The Other Lawsuit

Posted on by Chief Marketer Staff

Pork producers are fighting in court to keep a $51.4 million marketing program that the U.S. Department of Agriculture wants to scrap.

Producers won a temporary injunction in January to keep the USDA from abolishing a 15-year-old checkoff program that funds the National Pork Board. A federal hearing was set for Feb. 2 to consider whether the USDA has the authority to kill the program, which brought in $54 million last year and is budgeted at $51.4 million this year. Pork producers pay 45 cents per $100 in sales to fund marketing ($31.4 million, or 61% of the total budget), research ($12.9 million, or 25%), and education ($7.2 million, 14%). The focus this year is value-added and niche marketing, with $10.4 million earmarked for retail and foodservice initiatives.

The group that filed suit, which includes the National Pork Producers Council, the Michigan Pork Producers Association, and a number of independents, contends that the USDA had no authority when it held a binding referendum among all U.S. producers last fall to end the program.

“We have confidence that the federal court system will follow the law when determining how the referendum was called, how it was conducted, and how the votes were interpreted,” says pork producer and plaintiff Pete Blauwiekel. “If the decision to terminate the program was made legally, then we’ll move on. But if USDA took it upon themselves to end my access to promotion, research, and education for my livelihood, then I want some answers.”

Butterfly Pork Chops?

Producers have battled for more than a year about keeping the checkoff program, and the September referendum was bitterly contentious. Long before butterfly ballots became infamous in Florida, the referendum was plagued by problems. First, checkoff proponents said the USDA and Secretary of Agriculture Daniel Glickman didn’t have authority to call a vote.

Checkoff opponents — notably a group called Campaign for Family Farms — pushed hard for the referendum in 1999 and early 2000, collecting 19,043 signatures, about 20 percent of all hog farmers, to force the vote. (They needed 15 percent under USDA rules.) The group later accused USDA’s Agricultural Marketing Service of bungling verification and under-counting signatures. Glickman ultimately demanded the referendum, which ended in a very close vote — nearly 53 percent against, 47 percent for continuing checkoffs. Then program supporters accused the USDA of botching the vote count.

“The USDA ran the referendum in a manner that failed to apply consistent standards or to count all lawfully cast ballots,” says a National Pork Producers Council statement. The council alerted the USDA to irregularities, but “neither the Office of the Inspector General nor USDA took these concerns seriously or even investigated the situation thoroughly,” the council declares.

The injunction allows time for the court to examine whether the petitions and voting were flawed. “Allowing the Secretary [of Agriculture] to terminate a program relied on by many, when the process used to arrive at termination is allegedly flawed, is not in the public interest,” the injunction reads in part.

Hog farmers are still recovering from the 1999 crash in which wholesale prices plummeted but retail prices held steady (February 2000 PROMO). Checkoff fees fund promos including the fourth-quarter 2000 Other Tailgate Party at 15,000 retailers (10 grand prizes: trip for two to the Championship College Game and tailgate party with former NFL coach Mike Ditka) and tie-ins with QSRs including McDonald’s (Johnsonville brats) and Burger King (bacon club sandwiches).

Checkoffs also fund the Pork: The Other White Meat ad campaign, the fifth-most recognized ad slogan, according to Northwestern University research. State associations get 20 percent of checkoff funds, a total of $10.8 million, for local promos and education.

FTC CLEARS DOUBLECLICK

The Federal Trade Commission in January closed an 11-month-old investigation into data-collection practices at Internet advertising network DoubleClick, New York City. The FTC concluded that the company never used or disclosed consumers’ personally identifiable information for purposes other than those disclosed in its privacy policy, and did not use sensitive data for any online preference-marketing product. Closing the investigation doesn’t mean that no violation occurred, however, and the FTC can reopen the case if it chooses.

After discussions with the FTC, DoubleClick agreed to revise its privacy policy to explain its use of “Web bugs” (GIFs) that track surfers’ progress through sites; add more info on an “opt-out cookie” that bans tracking; and clarify what data it sells to third parties (from consumers who opt in for promotional offers).

DoubleClick, which handles planning, execution, and tracking of online media campaigns, has advocated privacy over the last year by creating an advisory board and privacychoices.org to let consumers opt out of targeted ads, and by naming a former New York City consumer affairs commissioner, Jules Polonetsky, as chief privacy officer.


### Your goal:
Only the lines from the one containing "Find bus in this screenshot." through the final line of the entries below are wanted, each copied exactly.

### Data for processing:
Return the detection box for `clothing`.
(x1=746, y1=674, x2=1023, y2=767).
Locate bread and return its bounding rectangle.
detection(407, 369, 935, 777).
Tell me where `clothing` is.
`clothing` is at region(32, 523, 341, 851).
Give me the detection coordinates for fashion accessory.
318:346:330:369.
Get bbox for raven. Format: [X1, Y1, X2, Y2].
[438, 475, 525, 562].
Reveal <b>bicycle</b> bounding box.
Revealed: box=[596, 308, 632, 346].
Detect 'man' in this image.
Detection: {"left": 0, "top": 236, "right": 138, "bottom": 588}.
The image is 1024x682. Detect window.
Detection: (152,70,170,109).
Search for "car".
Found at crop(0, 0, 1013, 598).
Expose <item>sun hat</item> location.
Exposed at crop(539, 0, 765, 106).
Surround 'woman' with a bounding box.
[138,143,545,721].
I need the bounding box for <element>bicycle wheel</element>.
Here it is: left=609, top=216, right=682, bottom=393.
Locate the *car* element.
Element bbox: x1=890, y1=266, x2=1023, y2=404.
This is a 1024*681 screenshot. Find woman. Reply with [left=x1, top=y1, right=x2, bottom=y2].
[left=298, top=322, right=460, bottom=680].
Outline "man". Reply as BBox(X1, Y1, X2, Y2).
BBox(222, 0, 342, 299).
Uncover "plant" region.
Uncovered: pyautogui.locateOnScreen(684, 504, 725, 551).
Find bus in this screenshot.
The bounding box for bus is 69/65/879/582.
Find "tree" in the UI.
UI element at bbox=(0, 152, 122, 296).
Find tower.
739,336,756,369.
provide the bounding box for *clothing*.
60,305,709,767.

### Answer to the problem:
Find bus in this screenshot.
The bounding box for bus is 69/65/879/582.
Find "tree" in the UI.
UI element at bbox=(0, 152, 122, 296).
Find tower.
739,336,756,369.
provide the bounding box for *clothing*.
60,305,709,767.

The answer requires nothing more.